Project Fi has always been one of Alphabet (GOOG 0.37%) (GOOGL 0.35%) subsidiary Google's most interesting concepts, creating a sort of hybrid mobile virtual network operator (MVNO) that leveraged multiple wireless networks (T-Mobile, Sprint, and U.S. Cellular) in conjunction with Wi-Fi calling. The biggest shortcoming of Project Fi has always been the paltry number of devices that were officially supported.

Project Fi vowed last summer to add a mid-tier third-party device, which came in the form of the Moto X4 a few months later. The company is now adding three more models to its stable of compatible devices.

Lg G7 ThinQ on its back and side

LG G7 ThinQ. Image source: LG.

Three's company

The new additions are the LG G7 ThinQ, LG V35 ThinQ, and the Moto G6. The Moto G6 will become the new entry-level model, priced at just $199 on Project Fi, while the pair of LG ThinQ phones will be perched at the high end of the pricing spectrum -- $749 for the G7 and a whopping $899 for the V35.

These are meaningful inclusions to Project Fi for a couple of reasons. For starters, Google is expanding the number of third-party devices that can work on Project Fi.
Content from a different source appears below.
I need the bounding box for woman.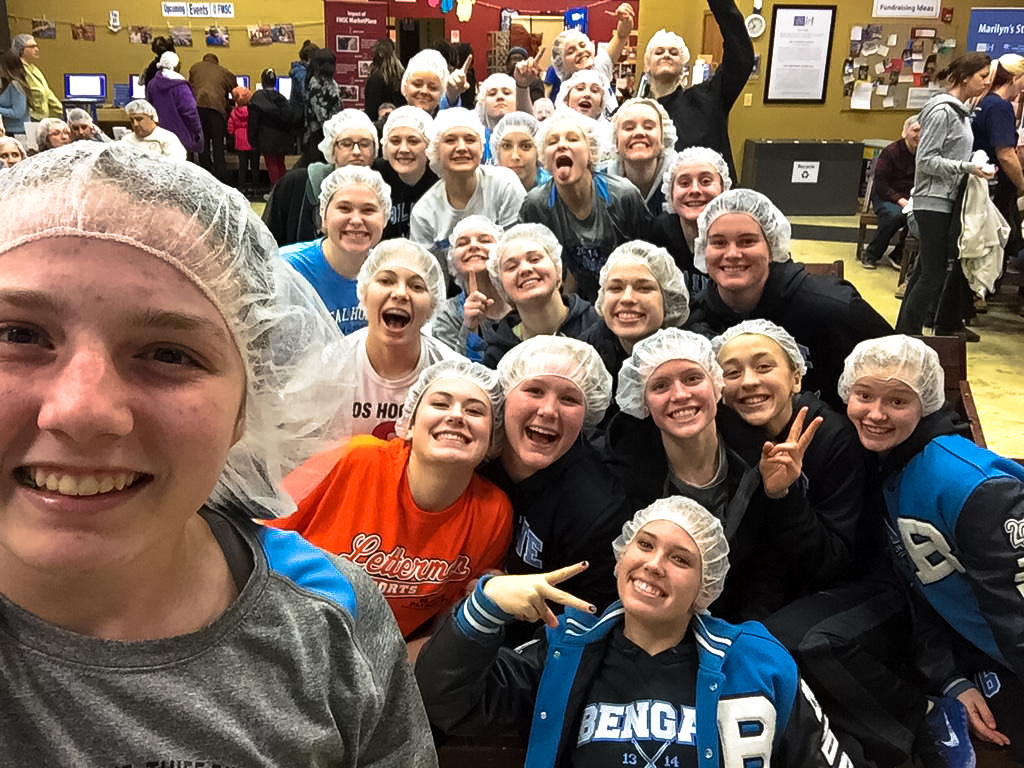
Here it is: (609, 95, 693, 206).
Historically, Project Fi has mostly just supported Google's own first-party devices from its Pixel and Nexus families. The aforementioned Moto X4 was the first third-party device. On top of that, the G7 ThinQ is LG's flagship model for 2018 that was just released this month. The V35 ThinQ, announced earlier today, is essentially a spec bump, putting G7 internals into the V30 chassis from last year.

While LG flagship phones won't sell as many units as a Samsung or Apple flagship, adding them to the mix makes Project Fi a viable choice for cellular service for customers that are interested in those LG models. In other words, adding third-party flagships helps make Project Fi more competitive.

Slowly but surely

Google has never officially disclosed how many subscribers Project Fi has, and it's not as if the search giant had any "moonshot" ambitions of disrupting the wireless industry. At the same time, it's unlikely to suffer the same fate as Google's other ISP-related side business, Google Fiber. Google halted the expansion of Google Fiber in the U.S., after poor subscriber growth (estimated at 200,000 in 2016) and massive losses. A big part of that bleeding was Google Fiber being an incredibly capital-intensive bet. All those fiber-optic cables aren't going to lay themselves.

Project Fi, on the other hand, utilizes a much more capital-light model, buying wholesale capacity from prominent network operators and reselling that service under the Project Fi brand. That makes Project Fi relatively more sustainable, even lacking meaningful subscriber growth. Project Fi will likely continue chugging on as a side bet, with incremental improvements -- like adding more supported devices -- along the way.